The Visible Confederacy Cover

The Visible Confederacy

Images and Objects in the Civil War South

Ross A. Brooks

Louisiana State University Press, Baton Rouge, Louisiana, 2019, 344 pages

Book Review published on: February 5, 2021

When one establishes one’s own country, one is, in effect, creating one’s own brand. A personal brand defines who a person is, describes hopes and aspirations, describes strengths and weaknesses, and also a person’s history and myths. To unify a country’s people and to influence potential allies, a leader must give them something to believe in.

Ross A. Brooks’s book, The Visible Confederacy: Images and Objects in the Civil War South, examines the Confederacy’s efforts, both deliberate and accidental, to define the Confederate States of America. Brooks looks at the regional origins of the Confederacy, which served as a basis for the imagery associated with the “brand” of Dixie: a land that (as understood in the South) was not consumed with greed, was not obsessed with the “mechanical,” and did not need “foreigners” (recent immigrants) to fight for them. The Confederacy, as it saw itself, enjoyed a nobility of the soil, a “ruling class” with a sense of noblesse oblige, men who were excellent fighters, women who were patriotic homemakers, and slaves who were content with their lot in life.

Obviously, this was not an accurate picture of Confederacy as it really was but branding rarely provides a complete picture. Why should it? People prefer simpler imagery, more homogeneous pictures than complex reality. The people of the South certainly preferred to see themselves as morally and martially superior to their northern cousins.

The illustrations in the book reflect the efforts Confederates made to establish this self-image.
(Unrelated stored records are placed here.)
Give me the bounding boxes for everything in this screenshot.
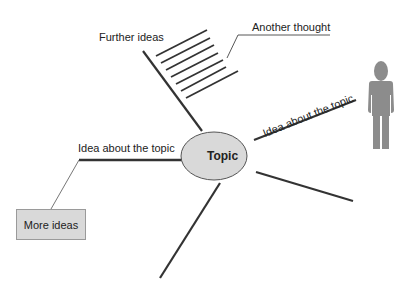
branch-right-down	[256, 172, 353, 201]
label-further-ideas: Further ideas	[99, 31, 164, 43]
topic-label: Topic	[207, 149, 238, 163]
another-thought-connector	[227, 35, 330, 58]
more-ideas-label: More ideas	[24, 219, 78, 231]
person-icon	[368, 61, 394, 149]
more-ideas-box: More ideas	[16, 209, 86, 240]
label-idea-left: Idea about the topic	[78, 142, 175, 154]
hatching-lines	[156, 30, 238, 98]
label-another-thought: Another thought	[252, 21, 330, 33]
mind-map-canvas	[0, 0, 419, 296]
branch-down	[160, 183, 220, 278]
branch-further-ideas	[143, 51, 202, 131]
more-ideas-connector	[51, 160, 79, 209]
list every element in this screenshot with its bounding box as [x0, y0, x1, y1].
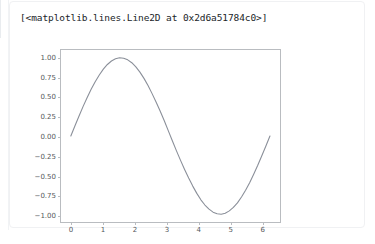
- y-tick-mark: [58, 216, 61, 217]
- sine-curve-svg: [61, 50, 280, 222]
- y-tick-mark: [58, 137, 61, 138]
- line-series-sin: [71, 58, 270, 214]
- y-tick-mark: [58, 117, 61, 118]
- x-tick-mark: [199, 222, 200, 225]
- x-tick-label: 5: [229, 226, 233, 234]
- x-tick-mark: [167, 222, 168, 225]
- y-tick-mark: [58, 196, 61, 197]
- y-tick-mark: [58, 177, 61, 178]
- y-tick-label: 0.00: [40, 133, 56, 141]
- x-tick-mark: [263, 222, 264, 225]
- matplotlib-figure: −1.00−0.75−0.50−0.250.000.250.500.751.00…: [10, 33, 366, 229]
- x-tick-label: 2: [133, 226, 137, 234]
- x-tick-mark: [135, 222, 136, 225]
- y-tick-label: −0.50: [35, 173, 56, 181]
- y-tick-label: −0.25: [35, 153, 56, 161]
- y-tick-label: −0.75: [35, 192, 56, 200]
- x-tick-label: 4: [197, 226, 201, 234]
- output-repr-text: [<matplotlib.lines.Line2D at 0x2d6a51784…: [20, 11, 267, 24]
- notebook-output-cell: [<matplotlib.lines.Line2D at 0x2d6a51784…: [9, 1, 365, 228]
- y-tick-mark: [58, 58, 61, 59]
- x-tick-label: 3: [165, 226, 169, 234]
- y-tick-label: 1.00: [40, 54, 56, 62]
- x-tick-label: 0: [69, 226, 73, 234]
- x-tick-label: 6: [261, 226, 265, 234]
- y-tick-mark: [58, 97, 61, 98]
- y-tick-label: 0.50: [40, 93, 56, 101]
- plot-axes: −1.00−0.75−0.50−0.250.000.250.500.751.00…: [60, 49, 281, 223]
- x-tick-label: 1: [101, 226, 105, 234]
- y-tick-label: −1.00: [35, 212, 56, 220]
- x-tick-mark: [231, 222, 232, 225]
- y-tick-label: 0.75: [40, 74, 56, 82]
- notebook-gutter-accent: [0, 0, 1, 38]
- x-tick-mark: [103, 222, 104, 225]
- y-tick-label: 0.25: [40, 113, 56, 121]
- x-tick-mark: [71, 222, 72, 225]
- y-tick-mark: [58, 78, 61, 79]
- y-tick-mark: [58, 157, 61, 158]
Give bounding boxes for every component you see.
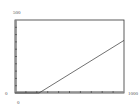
plot-frame [15,20,124,93]
data-line [15,40,124,93]
axis-ticks [15,27,113,93]
line-chart [0,0,139,108]
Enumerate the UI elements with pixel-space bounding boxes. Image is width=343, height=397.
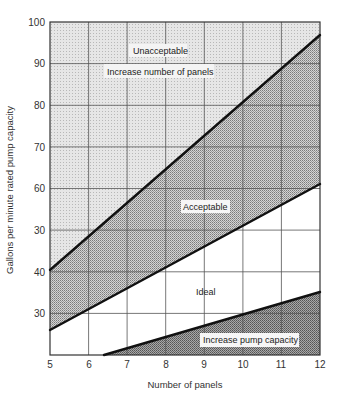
y-axis-title: Gallons per minute rated pump capacity — [4, 106, 15, 274]
x-tick: 12 — [314, 359, 326, 370]
y-tick: 60 — [34, 183, 46, 194]
label-acceptable: Acceptable — [183, 202, 228, 212]
x-tick: 11 — [276, 359, 287, 370]
label-ideal: Ideal — [196, 287, 216, 297]
x-tick: 10 — [237, 359, 249, 370]
y-tick: 40 — [34, 267, 46, 278]
y-tick: 90 — [34, 58, 46, 69]
label-increase-pump: Increase pump capacity — [203, 335, 299, 345]
chart: Unacceptable Increase number of panels A… — [0, 0, 343, 397]
x-tick: 6 — [86, 359, 92, 370]
y-tick: 30 — [34, 308, 46, 319]
y-tick: 30 — [34, 225, 46, 236]
x-tick: 9 — [201, 359, 207, 370]
y-tick: 70 — [34, 142, 46, 153]
y-tick: 80 — [34, 100, 46, 111]
label-increase-panels: Increase number of panels — [107, 67, 214, 77]
y-tick: 100 — [28, 17, 45, 28]
y-axis-ticks: 100 90 80 70 60 30 40 30 — [28, 17, 45, 319]
x-tick: 7 — [124, 359, 130, 370]
x-tick: 5 — [47, 359, 53, 370]
label-unacceptable: Unacceptable — [133, 46, 188, 56]
x-tick: 8 — [163, 359, 169, 370]
x-axis-ticks: 5 6 7 8 9 10 11 12 — [47, 359, 326, 370]
x-axis-title: Number of panels — [148, 379, 223, 390]
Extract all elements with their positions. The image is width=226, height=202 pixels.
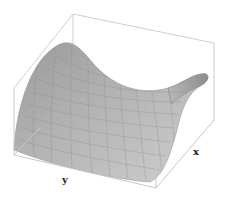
surface-plot <box>0 0 226 202</box>
x-axis-label: x <box>193 147 199 157</box>
y-axis-label: y <box>62 175 68 185</box>
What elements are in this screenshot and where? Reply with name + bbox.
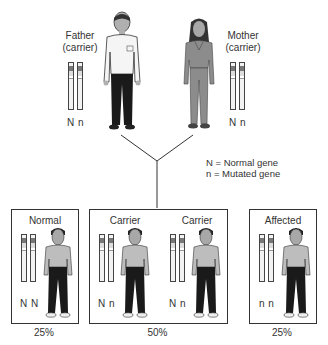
child-figure-icon bbox=[190, 227, 222, 320]
offspring-label: Affected bbox=[250, 215, 316, 227]
chromosome-icon bbox=[30, 234, 36, 282]
child-figure-icon bbox=[42, 227, 74, 320]
normal-percent: 25% bbox=[11, 327, 77, 338]
legend-normal: N = Normal gene bbox=[206, 157, 280, 168]
offspring-label: Normal bbox=[12, 215, 78, 227]
carrier-percent: 50% bbox=[89, 327, 226, 338]
child-figure-icon bbox=[280, 227, 312, 320]
chromosome-icon bbox=[99, 234, 105, 282]
offspring-label: Carrier bbox=[172, 215, 222, 227]
chromosome-icon bbox=[268, 234, 274, 282]
offspring-genes: N N bbox=[20, 298, 39, 309]
chromosome-icon bbox=[170, 234, 176, 282]
chromosome-icon bbox=[108, 234, 114, 282]
offspring-genes: N n bbox=[98, 298, 115, 309]
chromosome-icon bbox=[21, 234, 27, 282]
legend-mutated: n = Mutated gene bbox=[206, 168, 280, 179]
offspring-genes: N n bbox=[169, 298, 186, 309]
offspring-genes: n n bbox=[259, 298, 274, 309]
offspring-normal-box: Normal N N bbox=[11, 209, 79, 324]
legend: N = Normal gene n = Mutated gene bbox=[206, 157, 280, 179]
child-figure-icon bbox=[119, 227, 151, 320]
chromosome-icon bbox=[259, 234, 265, 282]
offspring-label: Carrier bbox=[100, 215, 150, 227]
chromosome-icon bbox=[179, 234, 185, 282]
affected-percent: 25% bbox=[249, 327, 315, 338]
offspring-carrier-box: Carrier Carrier N n N n bbox=[89, 209, 228, 324]
offspring-affected-box: Affected n n bbox=[249, 209, 317, 324]
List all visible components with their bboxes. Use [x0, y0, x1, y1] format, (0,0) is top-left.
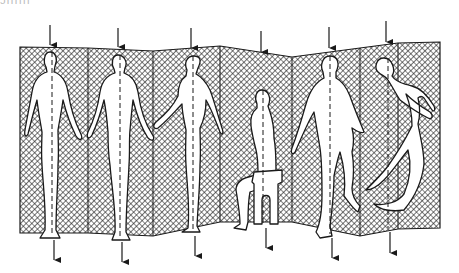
folding-screen-illustration [0, 0, 459, 273]
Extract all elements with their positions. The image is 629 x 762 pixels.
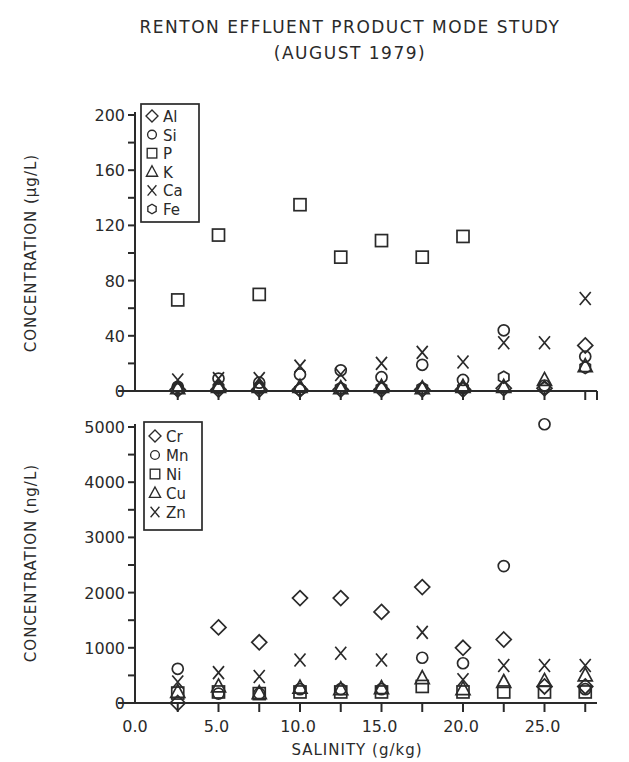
data-point-x-icon	[498, 659, 509, 672]
data-point-x-icon	[498, 336, 509, 349]
data-point-square-icon	[213, 229, 225, 241]
legend-label: Si	[163, 127, 177, 145]
x-tick-label: 15.0	[362, 717, 398, 736]
data-point-square-icon	[416, 251, 428, 263]
y-axis-label: CONCENTRATION (ng/L)	[22, 464, 40, 662]
data-point-circle-icon	[498, 561, 509, 572]
data-point-x-icon	[580, 659, 591, 672]
legend: AlSiPKCaFe	[141, 104, 199, 222]
data-point-diamond-icon	[496, 632, 511, 647]
y-tick-label: 120	[94, 216, 125, 235]
y-tick-label: 80	[105, 272, 125, 291]
data-point-circle-icon	[417, 652, 428, 663]
lower-panel: 0100020003000400050000.05.010.015.020.02…	[22, 418, 597, 759]
data-point-diamond-icon	[456, 640, 471, 655]
data-point-square-icon	[335, 251, 347, 263]
series-mn	[172, 419, 591, 699]
data-point-x-icon	[417, 626, 428, 639]
chart-canvas: 04080120160200CONCENTRATION (µg/L)AlSiPK…	[0, 0, 629, 762]
data-point-square-icon	[172, 294, 184, 306]
x-tick-label: 25.0	[525, 717, 561, 736]
y-tick-label: 0	[115, 382, 125, 401]
data-point-circle-icon	[498, 325, 509, 336]
legend-label: Mn	[166, 447, 188, 465]
legend-label: K	[163, 164, 174, 182]
data-point-x-icon	[254, 670, 265, 683]
x-tick-label: 20.0	[443, 717, 479, 736]
data-point-diamond-icon	[374, 604, 389, 619]
y-tick-label: 40	[105, 327, 125, 346]
upper-panel: 04080120160200CONCENTRATION (µg/L)AlSiPK…	[22, 104, 597, 401]
data-point-square-icon	[416, 680, 428, 692]
data-point-x-icon	[458, 673, 469, 686]
data-point-square-icon	[253, 288, 265, 300]
data-point-diamond-icon	[293, 591, 308, 606]
y-tick-label: 1000	[84, 639, 125, 658]
data-point-x-icon	[580, 292, 591, 305]
legend-label: Fe	[163, 201, 180, 219]
data-point-x-icon	[295, 653, 306, 666]
legend-label: P	[163, 145, 172, 163]
data-point-x-icon	[539, 336, 550, 349]
y-tick-label: 2000	[84, 584, 125, 603]
legend-label: Cr	[166, 428, 183, 446]
data-point-square-icon	[376, 235, 388, 247]
legend-label: Cu	[166, 485, 186, 503]
data-point-circle-icon	[458, 658, 469, 669]
series-cr	[170, 580, 593, 711]
y-tick-label: 200	[94, 106, 125, 125]
legend-label: Al	[163, 108, 177, 126]
legend-label: Ni	[166, 466, 181, 484]
data-point-triangle-icon	[456, 682, 470, 695]
series-al	[170, 338, 593, 397]
x-tick-label: 10.0	[280, 717, 316, 736]
x-tick-label: 5.0	[204, 717, 229, 736]
data-point-x-icon	[295, 360, 306, 373]
data-point-square-icon	[539, 686, 551, 698]
series-p	[172, 199, 469, 306]
y-tick-label: 0	[115, 694, 125, 713]
x-tick-label: 0.0	[122, 717, 147, 736]
data-point-x-icon	[376, 357, 387, 370]
y-tick-label: 3000	[84, 528, 125, 547]
data-point-diamond-icon	[252, 635, 267, 650]
legend-label: Zn	[166, 504, 186, 522]
y-tick-label: 5000	[84, 418, 125, 437]
data-point-diamond-icon	[211, 620, 226, 635]
data-point-x-icon	[335, 647, 346, 660]
legend: CrMnNiCuZn	[144, 422, 202, 530]
data-point-square-icon	[294, 199, 306, 211]
y-tick-label: 160	[94, 161, 125, 180]
data-point-triangle-icon	[415, 671, 429, 684]
data-point-diamond-icon	[415, 580, 430, 595]
data-point-circle-icon	[172, 663, 183, 674]
data-point-diamond-icon	[333, 591, 348, 606]
y-axis-label: CONCENTRATION (µg/L)	[22, 154, 40, 352]
data-point-x-icon	[417, 346, 428, 359]
data-point-x-icon	[539, 659, 550, 672]
data-point-x-icon	[458, 356, 469, 369]
data-point-x-icon	[376, 653, 387, 666]
x-axis-label: SALINITY (g/kg)	[291, 741, 422, 759]
data-point-circle-icon	[539, 419, 550, 430]
y-tick-label: 4000	[84, 473, 125, 492]
legend-label: Ca	[163, 182, 183, 200]
data-point-square-icon	[457, 230, 469, 242]
data-point-circle-icon	[417, 359, 428, 370]
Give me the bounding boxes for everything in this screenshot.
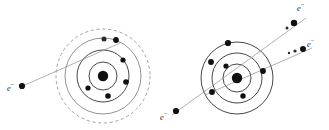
ejected-electron-label: e− [307, 40, 314, 49]
left-bound-electron-2 [123, 79, 129, 85]
scattered-electron-dot [291, 20, 297, 26]
left-bound-electron-5 [113, 37, 119, 43]
scattered-electron-charge: − [301, 1, 305, 8]
ejected-electron-trail-dot-2 [288, 52, 290, 54]
ejected-electron-trail-dot-1 [293, 49, 296, 52]
incident-electron-charge: − [11, 81, 15, 88]
incident-electron-dot [19, 83, 25, 89]
right-bound-electron-1 [225, 40, 231, 46]
left-bound-electron-1 [120, 57, 125, 62]
ejected-electron-charge: − [311, 37, 315, 44]
figure-root: e− e− e− e− [0, 0, 329, 130]
left-atom-nucleus [98, 71, 108, 81]
scattered-electron-trajectory [172, 18, 306, 115]
incoming-electron-charge-right: − [164, 110, 168, 117]
right-atom-nucleus [232, 73, 242, 83]
scattered-electron-trail-dot [286, 27, 289, 30]
right-bound-electron-4 [209, 89, 215, 95]
incident-electron-label: e− [7, 84, 14, 93]
right-bound-electron-2 [260, 68, 266, 74]
ejected-electron-trajectory [205, 48, 312, 95]
ejected-electron-dot [300, 46, 306, 52]
left-bound-electron-4 [105, 93, 111, 99]
left-bound-electron-6 [102, 37, 107, 42]
scattered-electron-label: e− [297, 4, 304, 13]
incoming-electron-dot-right-panel [173, 108, 179, 114]
incoming-electron-label-right-panel: e− [160, 113, 167, 122]
panel-after [172, 18, 312, 115]
right-bound-electron-6 [223, 63, 228, 68]
left-bound-electron-3 [85, 85, 90, 90]
right-bound-electron-3 [208, 59, 214, 65]
right-bound-electron-5 [240, 93, 245, 98]
panel-before [19, 29, 150, 123]
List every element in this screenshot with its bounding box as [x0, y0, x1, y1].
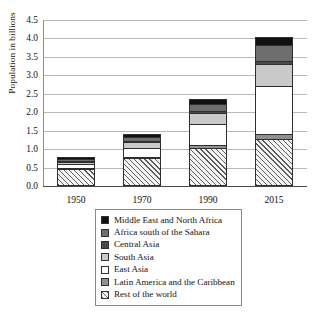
legend-swatch-solid-black-icon — [101, 216, 109, 224]
legend-item-label: Latin America and the Caribbean — [114, 278, 235, 287]
x-axis-tick-label: 1950 — [66, 194, 85, 205]
bar-segment — [123, 141, 161, 142]
bar-segment — [123, 158, 161, 186]
legend-item: Latin America and the Caribbean — [101, 276, 237, 288]
bar-segment — [189, 148, 227, 186]
legend-swatch-solid-midgray-icon — [101, 278, 109, 286]
bar-segment — [123, 148, 161, 157]
bar-segment — [255, 139, 293, 186]
bar-segment — [57, 164, 95, 168]
bar-segment — [57, 162, 95, 164]
x-axis-tick-label: 1970 — [132, 194, 151, 205]
legend-item: Rest of the world — [101, 288, 237, 300]
y-axis-tick-label: 3.5 — [26, 52, 38, 62]
bar-segment — [255, 86, 293, 133]
bar-segment — [57, 168, 95, 169]
bar-segment — [189, 111, 227, 113]
legend-item-label: Rest of the world — [114, 290, 177, 299]
bar-segment — [189, 99, 227, 104]
bar-stack — [123, 134, 161, 186]
bar-stack — [57, 157, 95, 186]
bar-segment — [123, 134, 161, 137]
bar-segment — [123, 157, 161, 158]
legend-item-label: East Asia — [114, 265, 148, 274]
bar-segment — [57, 169, 95, 186]
bar-stack — [189, 99, 227, 186]
bar-segment — [255, 37, 293, 46]
legend-item-label: Central Asia — [114, 240, 159, 249]
x-axis-line — [43, 186, 307, 187]
y-axis-tick-label: 2.0 — [26, 107, 38, 117]
legend-item: Middle East and North Africa — [101, 214, 237, 226]
legend-item-label: Middle East and North Africa — [114, 216, 222, 225]
y-axis-tick-label: 1.5 — [26, 126, 38, 136]
legend-item: Central Asia — [101, 239, 237, 251]
chart-legend: Middle East and North AfricaAfrica south… — [95, 209, 242, 306]
bar-segment — [255, 134, 293, 139]
x-axis-tick-label: 2015 — [264, 194, 283, 205]
bar-segment — [189, 113, 227, 124]
legend-swatch-solid-white-icon — [101, 266, 109, 274]
y-axis-title: Population in billions — [7, 0, 17, 117]
legend-swatch-solid-gray-icon — [101, 229, 109, 237]
legend-item-label: Africa south of the Sahara — [114, 228, 209, 237]
y-axis-tick-label: 4.0 — [26, 33, 38, 43]
y-axis-tick-label: 3.0 — [26, 70, 38, 80]
y-axis-tick-label: 2.5 — [26, 89, 38, 99]
legend-item-label: South Asia — [114, 253, 154, 262]
bar-stack — [255, 37, 293, 186]
legend-swatch-solid-lightgray-icon — [101, 253, 109, 261]
plot-wrapper: Population in billions 0.00.51.01.52.02.… — [0, 0, 312, 205]
y-axis-tick-label: 0.0 — [26, 181, 38, 191]
y-axis-line — [43, 20, 44, 186]
bar-segment — [123, 142, 161, 148]
legend-swatch-hatched-icon — [101, 291, 109, 299]
plot-area: 0.00.51.01.52.02.53.03.54.04.5 195019701… — [43, 20, 307, 186]
stacked-bar-chart-figure: Population in billions 0.00.51.01.52.02.… — [0, 0, 312, 325]
bar-segment — [189, 124, 227, 145]
legend-item: Africa south of the Sahara — [101, 226, 237, 238]
bar-segment — [57, 159, 95, 161]
y-axis-tick-label: 1.0 — [26, 144, 38, 154]
y-axis-tick-label: 4.5 — [26, 15, 38, 25]
y-axis-tick-label: 0.5 — [26, 163, 38, 173]
bar-segment — [189, 104, 227, 111]
bar-segment — [255, 64, 293, 87]
bar-segment — [123, 137, 161, 141]
gridline — [43, 20, 307, 21]
legend-item: East Asia — [101, 264, 237, 276]
bar-segment — [189, 145, 227, 148]
bar-segment — [255, 45, 293, 60]
legend-item: South Asia — [101, 251, 237, 263]
x-axis-tick-label: 1990 — [198, 194, 217, 205]
bar-segment — [255, 61, 293, 64]
bar-segment — [57, 157, 95, 159]
legend-swatch-solid-darkgray-icon — [101, 241, 109, 249]
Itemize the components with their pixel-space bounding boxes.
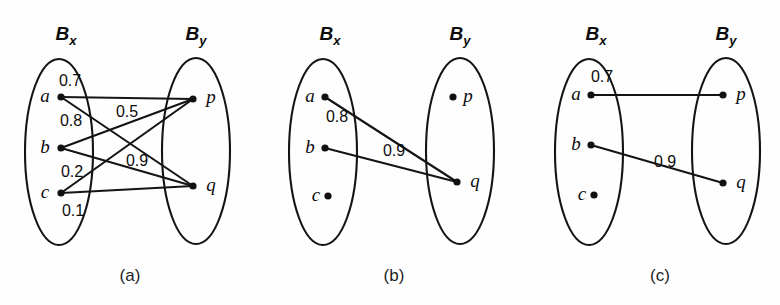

Illustrations include their money, their stamps, their war art, their illustrated periodicals, their photographic images, and their prints. The subjects selected for study by Confederates included the battles for Fort Sumter; maps of various battlefields; common soldiers; sailors; southern generals (especially Robert E. Lee and Stonewall Jackson); the CSS Virginia; allegories of liberty, justice, and hope; the goddesses Minerva, Moneta, and Proserpine; scenes of industry (e.g., trains and steamships); African Americans; Native Americans; and of course, farms and ordinary families.

These representations are more impressive when learning that few engravers worked in the South prior to the Civil War and that few photographers had studios, especially when compared to the North. Materials had to be recycled for use from prewar materials, often many times. Other materials had to be improvised and the finished product tended to be of poor quality. Expertise came in via Europe and in some cases, from the North itself.

While the Confederacy succeeded in creating an indelible image of itself, the Confederacy itself did not survive. The imagery of a strong South united against the invaders and successful in holding off the “hordes” of Yankees invading might have been inaccurate, but it is easy to see how the myth of the Lost Cause could be derived from it.